Four Beauties

In one chapter, the women Mao Qiang and Lady Li are described as "great beauties" who "when fish see them they dart into the depths, when birds see them they soar into the skies, when deer see them they bolt away without looking back".

[2]: 19  This passage is the source of the well-known Chinese idiom "to make fish sink and birds fall", which refers to feminine beauty (see 沉魚落雁).

Similar to the story in the Zhuangzi, she was said to be so entrancingly beautiful that fishes would forget how to swim and sink below the surface upon seeing her reflection in the water.

Goujian, the King of Yue, had surrendered to the rival state of Wu, with the aim of biding his time before enacting his revenge.

[4] Locally renowned for her beauty and skill at playing the pipa, she was chosen to be admitted into the harem of Emperor Yun, despite her young age.

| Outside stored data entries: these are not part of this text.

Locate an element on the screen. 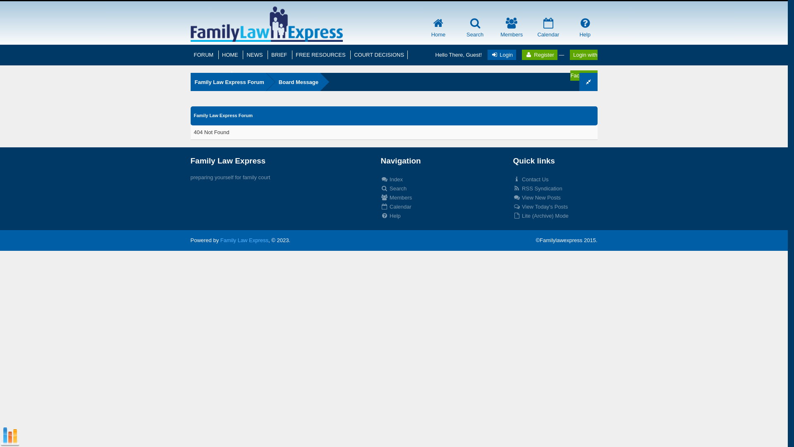 This screenshot has height=447, width=794. Login is located at coordinates (502, 55).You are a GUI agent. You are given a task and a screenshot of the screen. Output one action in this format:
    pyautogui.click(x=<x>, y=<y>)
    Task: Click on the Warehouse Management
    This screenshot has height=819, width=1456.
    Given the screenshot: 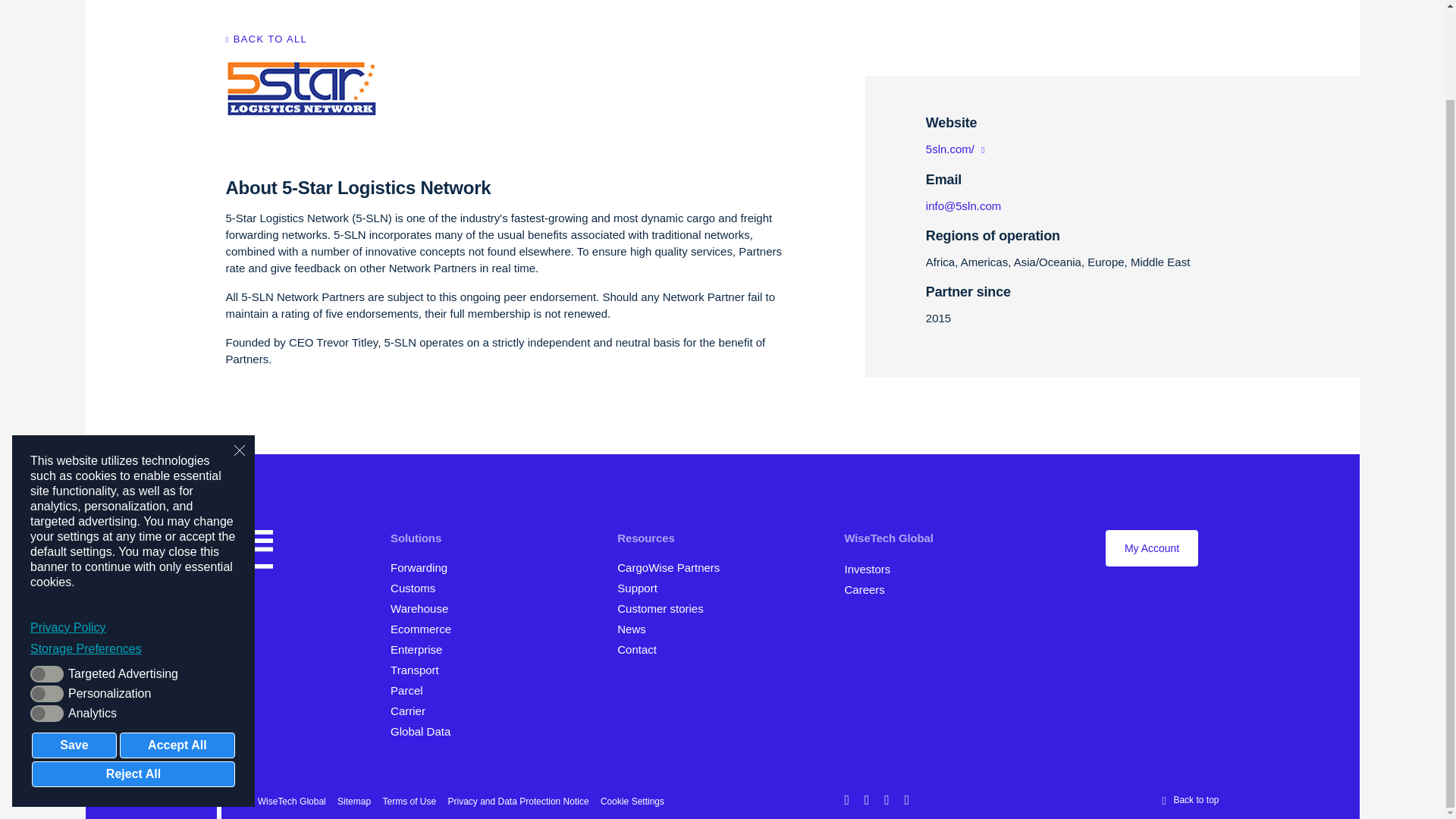 What is the action you would take?
    pyautogui.click(x=424, y=608)
    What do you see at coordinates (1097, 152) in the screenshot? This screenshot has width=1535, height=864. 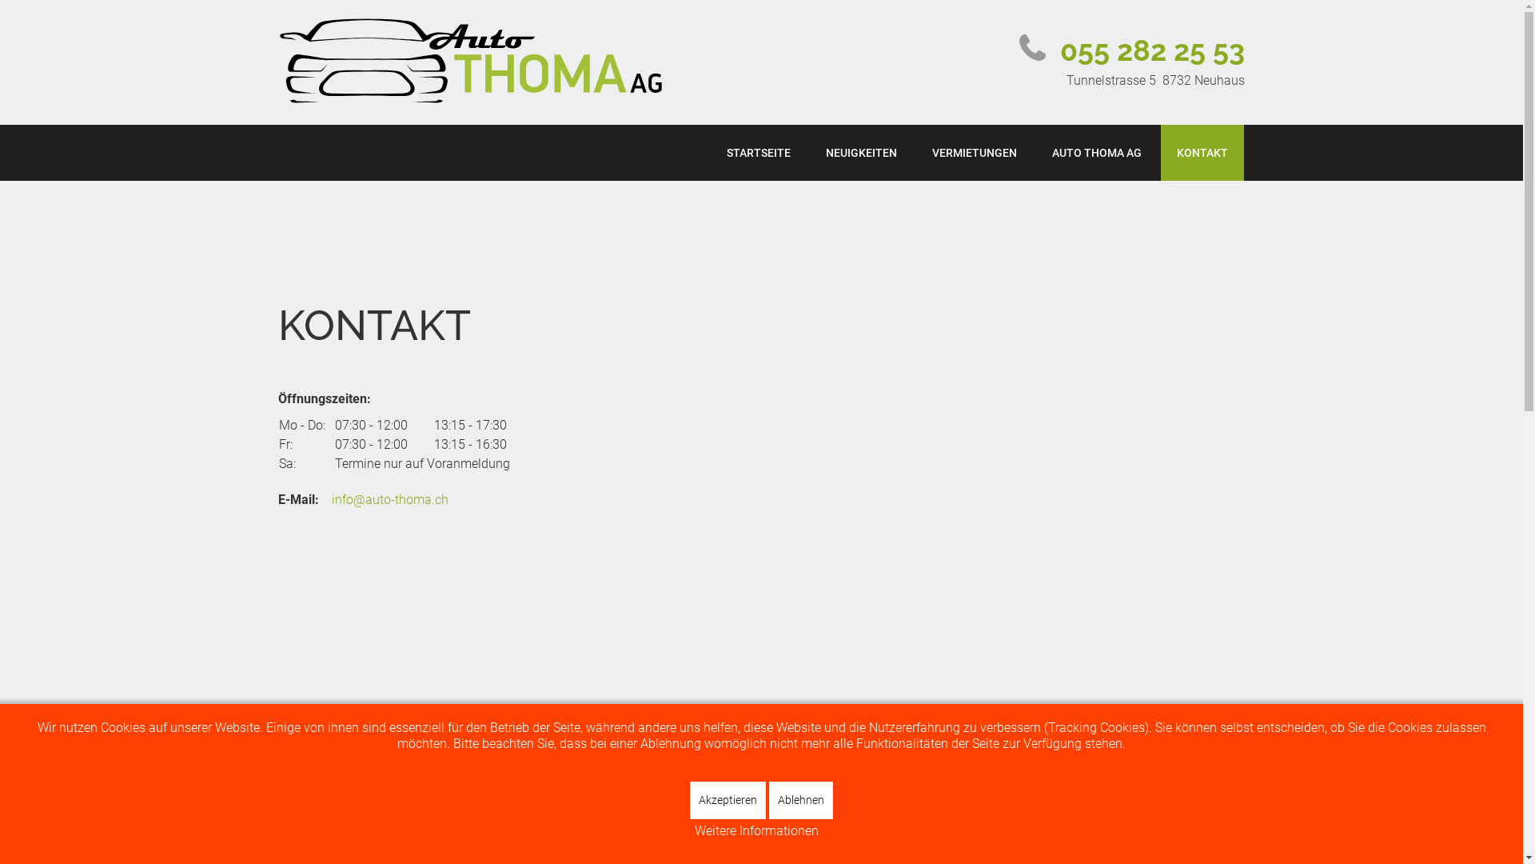 I see `AUTO THOMA AG` at bounding box center [1097, 152].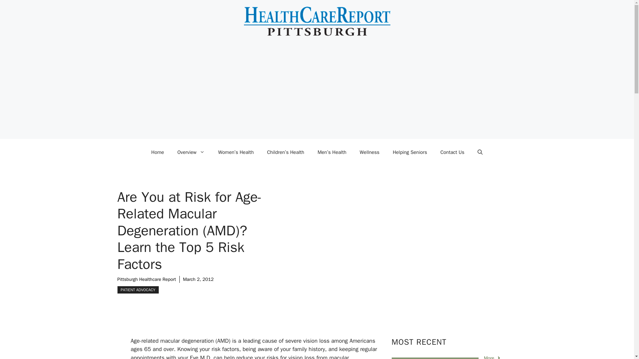 The width and height of the screenshot is (639, 359). What do you see at coordinates (146, 279) in the screenshot?
I see `Pittsburgh Healthcare Report` at bounding box center [146, 279]. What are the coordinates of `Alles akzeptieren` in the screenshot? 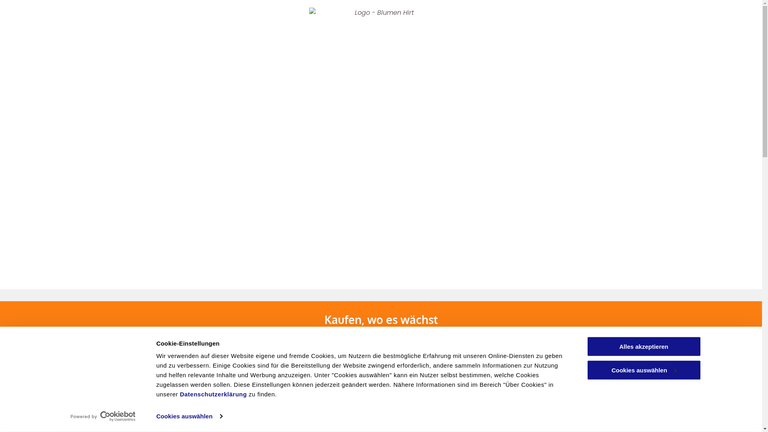 It's located at (644, 347).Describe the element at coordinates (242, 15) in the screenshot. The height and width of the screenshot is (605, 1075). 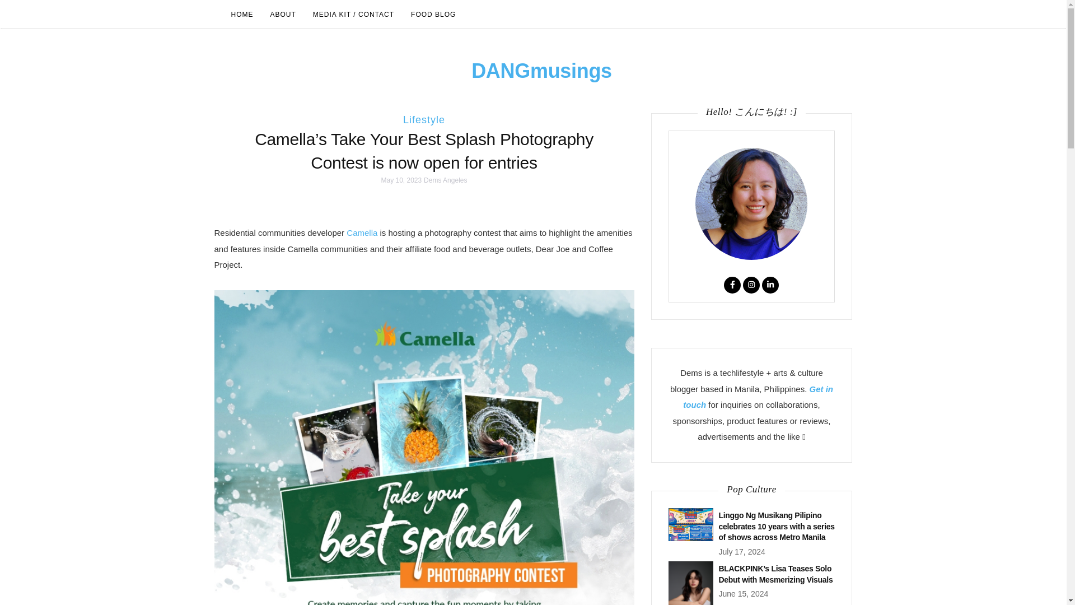
I see `Home` at that location.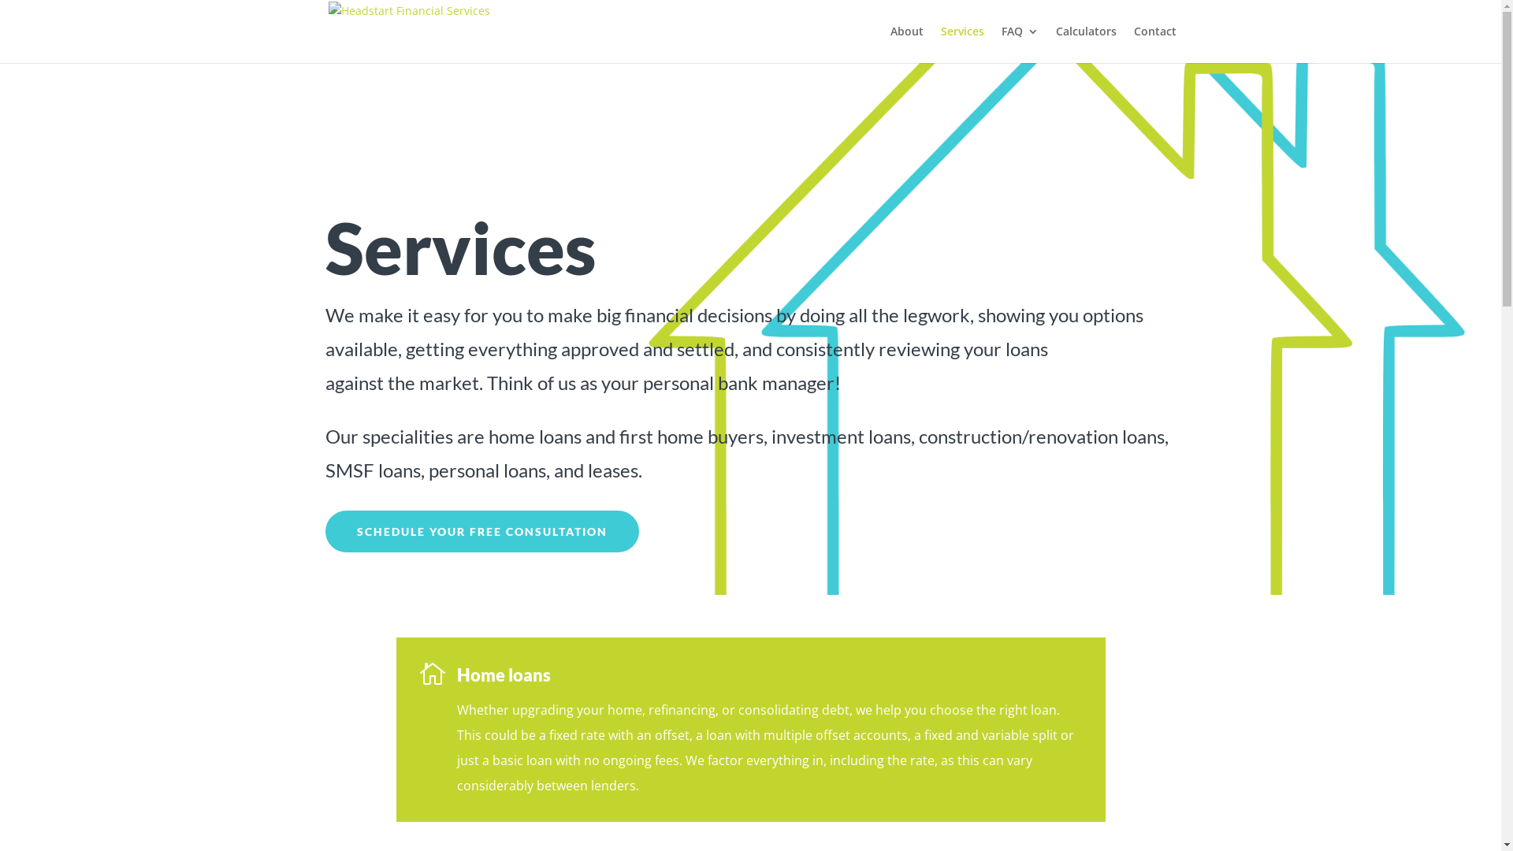 This screenshot has height=851, width=1513. I want to click on Services, so click(963, 44).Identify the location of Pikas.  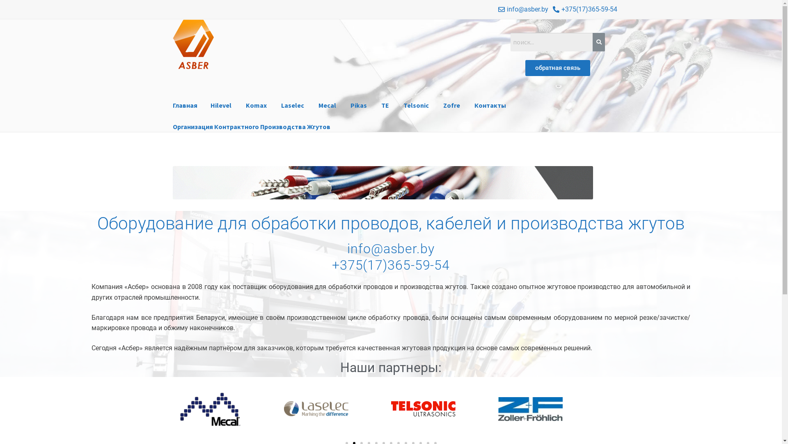
(359, 106).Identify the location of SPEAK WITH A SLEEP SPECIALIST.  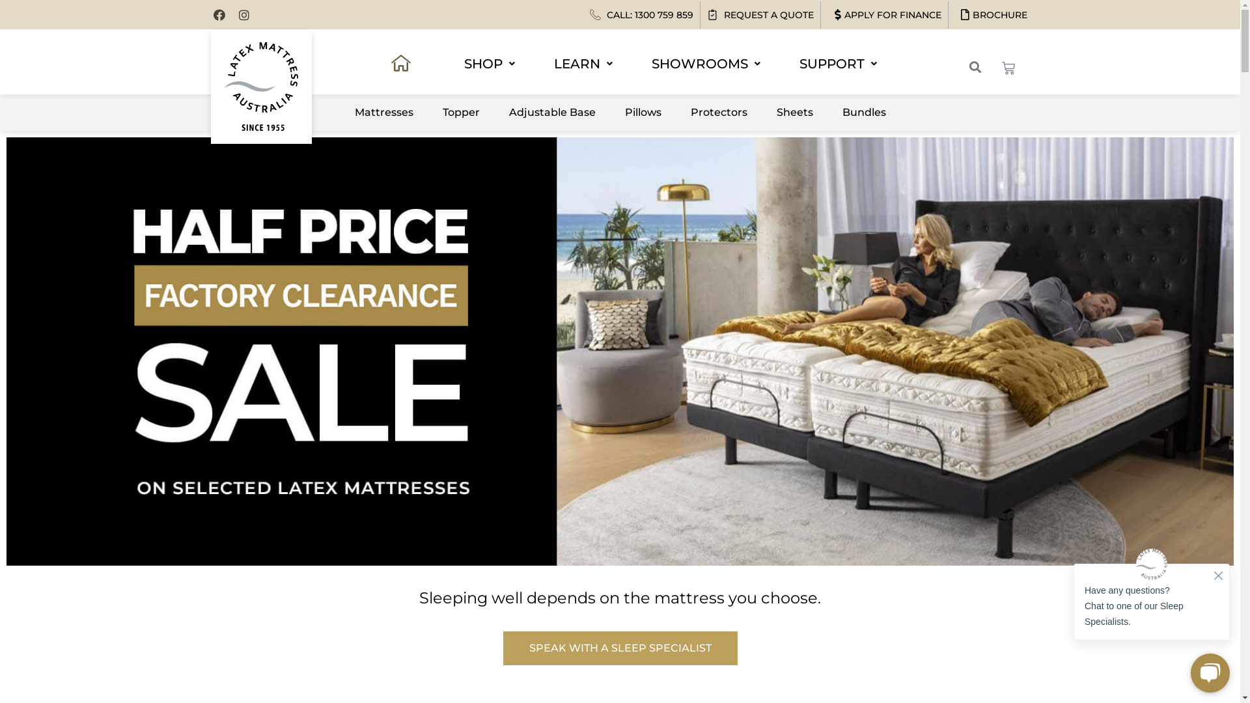
(620, 648).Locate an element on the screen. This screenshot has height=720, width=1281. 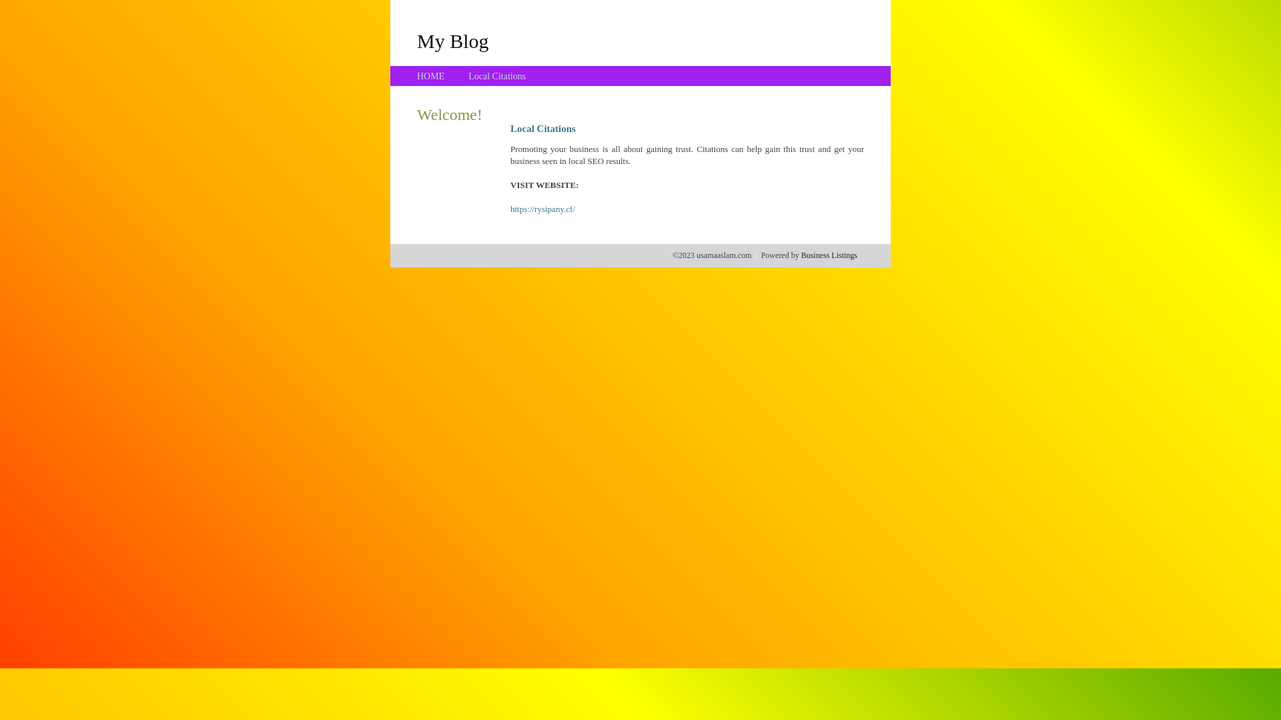
Business Listings is located at coordinates (829, 255).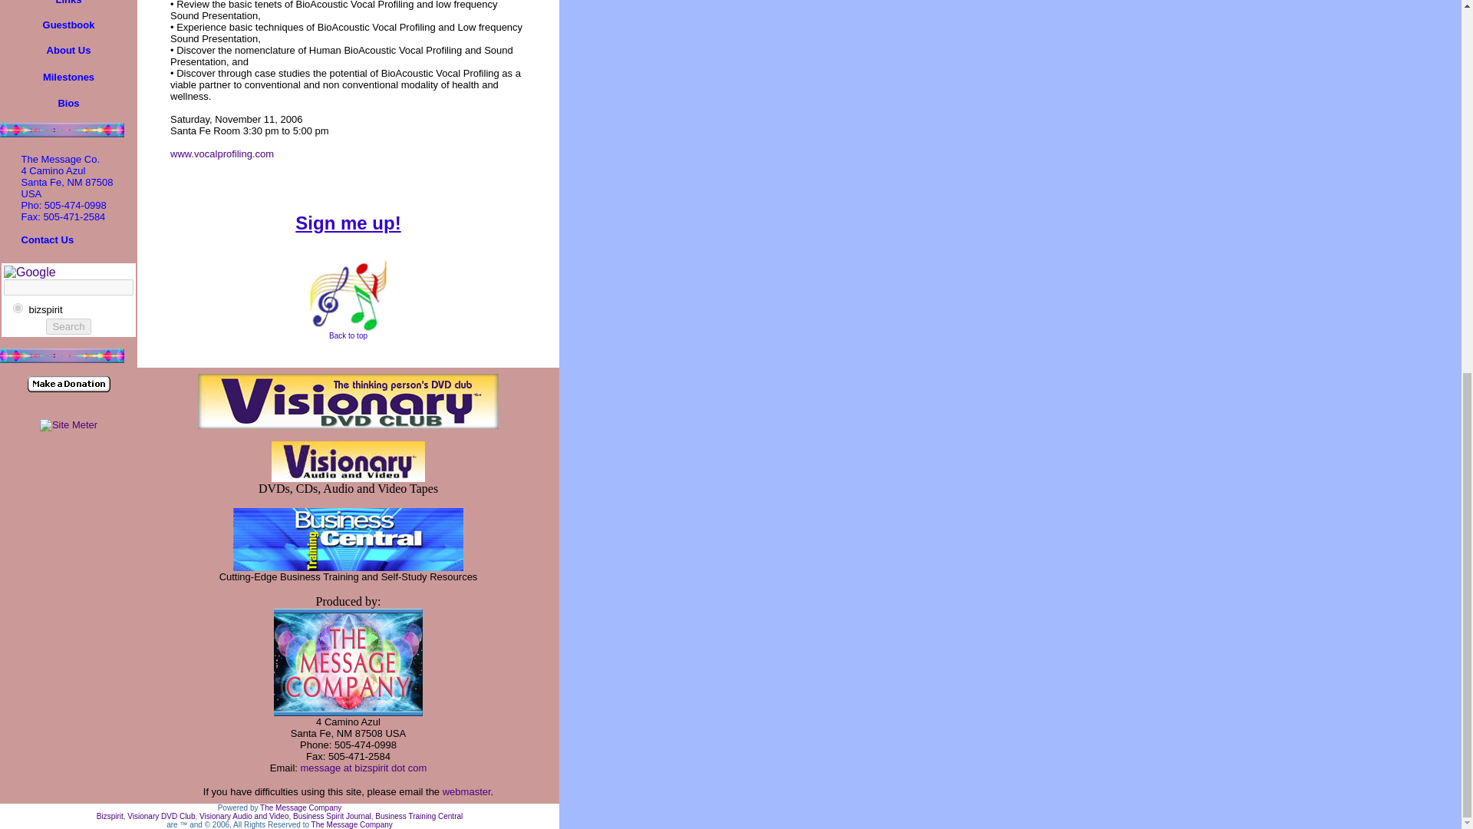  Describe the element at coordinates (18, 308) in the screenshot. I see `bizspirit.com` at that location.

Set in the waning years of the Eastern Han and the subsequent Three Kingdoms period, she was said to be so luminously lovely that the moon itself would shy away in embarrassment when compared to her face.

In Romance of the Three Kingdoms, Diaochan, a geji of Wang Yun, assists her master in his plot to bring down Dong Zhuo.

Particularly influential was the Tang poet Bai Juyi's long poem, "Chang hen ge" ("Song of Everlasting Sorrow").

The merged idiom is 沉魚落雁,閉月羞花 (sinks fish and entices birds to fall, eclipses the moon and shames flowers); the two parts can also be used separately.